The convergence of traditional finance and digital assets is no longer a distant vision but a structural transformation currently taking place.
According to the latest research from JPMorgan Chase on August 27, Wall Street giants are tokenizing real-world assets (RWA) at unprecedented speed and integrating them into core financial operations.
This is primarily manifested in three frontier areas: money market funds tailored for stablecoins, blockchain-based intraday repo transactions, and fully digitized commercial paper issuance.
JPMorgan believes these innovations could enhance trading efficiency, reduce costs, and provide better liquidity management, though regulatory framework development still requires time, with the CLARITY Act expected to be formally passed only by early 2026.

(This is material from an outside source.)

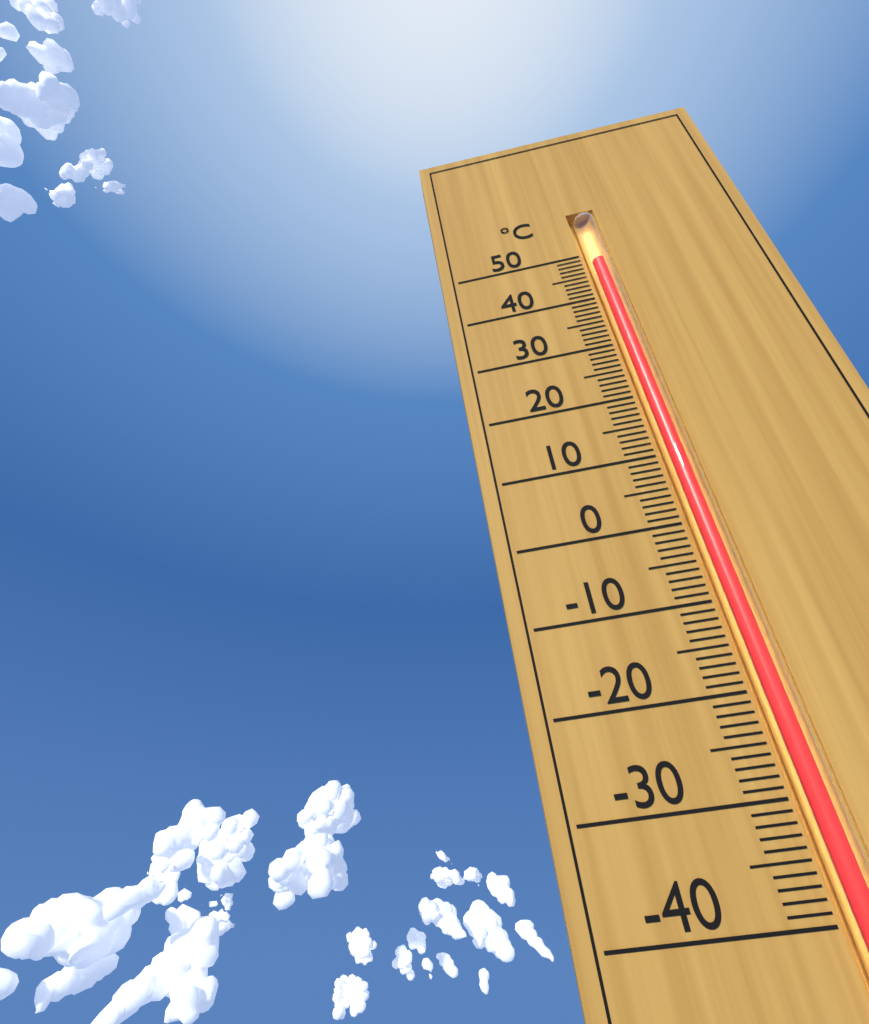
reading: 48 °C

**Stablecoin Reserve Funds: Digital Transformation of Traditional Money Funds**
Traditional financial institutions are actively embracing the stablecoin market, viewing it as a key bridge connecting the digital and real worlds.
The report indicates that Bank of New York Mellon is preparing to launch a money market fund focused on stablecoin reserves, becoming the third asset management giant to enter this field after BlackRock and Goldman Sachs.

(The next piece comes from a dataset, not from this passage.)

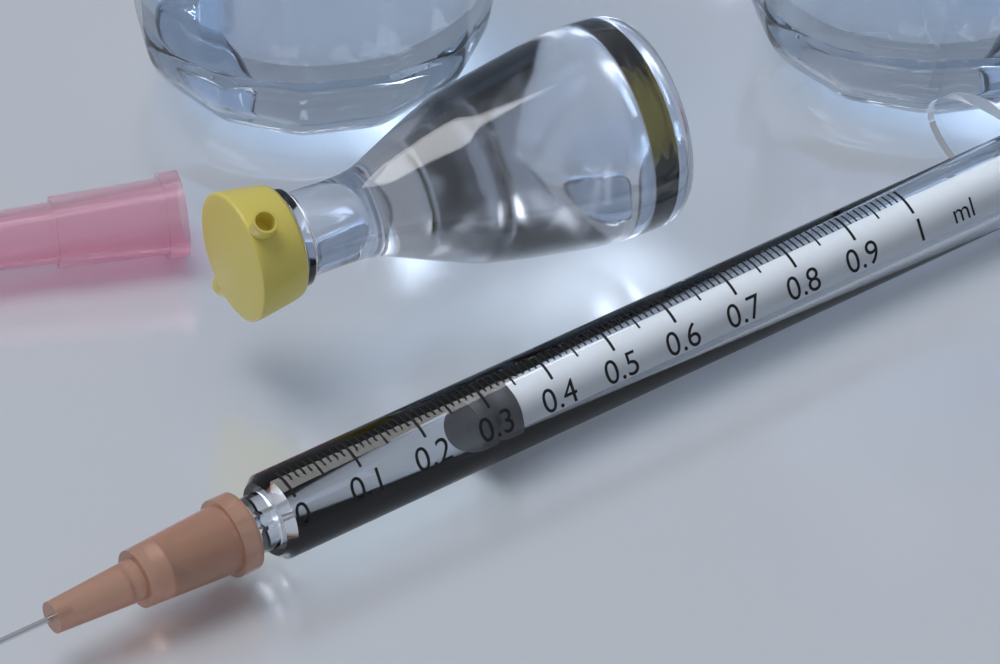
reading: 0.29 ml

Last week, Goldman Sachs submitted an application for a stablecoin reserve fund, while BlackRock launched the Circle Reserve Fund as early as late 2022. These fund shares are intended to be held by stablecoin issuers as reserve backing for their circulating payment stablecoins.
According to documents filed with the U.S. Securities and Exchange Commission, this money fund named "BNY Dreyfus Stablecoin Reserves Fund" primarily targets stablecoin issuers for use as reserve assets for their stablecoins.
The fund is classified as a government money fund, with investment targets strictly limited to U.S. Treasury securities, Treasury repo, and cash.
In SEC filings, Bank of New York Mellon stated that "since the fund intends to invest only in certain qualified reserve assets that comply with stablecoin legislation requirements, the fund's yield may be lower than other money funds permitted to invest in broader investment ranges and longer maturities."
**Blockchain-Enabled Intraday Repo: Making 24/7 Trading a Reality**
Liquidity management is at the core of financial markets. The report highlights two breakthrough developments utilizing blockchain technology to revolutionize the repo market, aimed at meeting liquidity needs outside market trading hours.
The first case involves a standard repo transaction completed through the Tradeweb platform on Canton Network, a public blockchain, with the entire process occurring on a Saturday.
This transaction tokenized U.S. Treasury securities deposited at a DTCC subsidiary and used them as collateral to borrow Circle's stablecoin USDC.
The entire transaction was completed instantly on-chain without requiring dealers as intermediaries, achieving instant settlement impossible in traditional markets. Multiple institutions including Bank of America and Citadel participated, highlighting the enormous potential for cross-institutional collaboration with this technology.
The second case comes from collaboration between JPMorgan, HQLAx, and Ownera.
They launched a cross-ledger repo solution that allows traders to exchange between JPMorgan's cash ledger and HQLAx's collateral ledger, with settlement and maturity times precise to the minute.
This provides institutions with new efficient tools for optimizing intraday liquidity, far exceeding the settlement efficiency of traditional repo transactions.
**Commercial Paper's Blockchain Revolution: Full Life-Cycle Digitization**
Blockchain applications have penetrated deep into the core processes of traditional debt instruments.
The report reveals that Oversea-Chinese Banking Corporation issued $100 million in U.S. commercial paper through JPMorgan's digital debt services, becoming the first bank to issue commercial paper using blockchain throughout its entire life cycle (issuance, settlement, servicing, and record-keeping).
State Street Bank purchased all the paper and became the first third-party custodian to go live on the digital debt services.
By leveraging blockchain, these processes become more efficient and transparent, while bringing additional benefits such as faster settlement times.
JPMorgan notes that the intersection of digital assets and traditional finance is just the beginning, but large-scale adoption still requires time as regulation in this field develops.
The U.S. CLARITY Act is ongoing new legislation aimed at establishing a comprehensive regulatory framework for all digital assets in the market, addressing market structure and jurisdictional ambiguities between the U.S. Securities and Exchange Commission and the Chicago Mercantile Exchange.
The act has passed the House but has not yet passed the Senate, and is expected to require more time. JPMorgan anticipates the act will not reach the U.S. President's office until early 2026.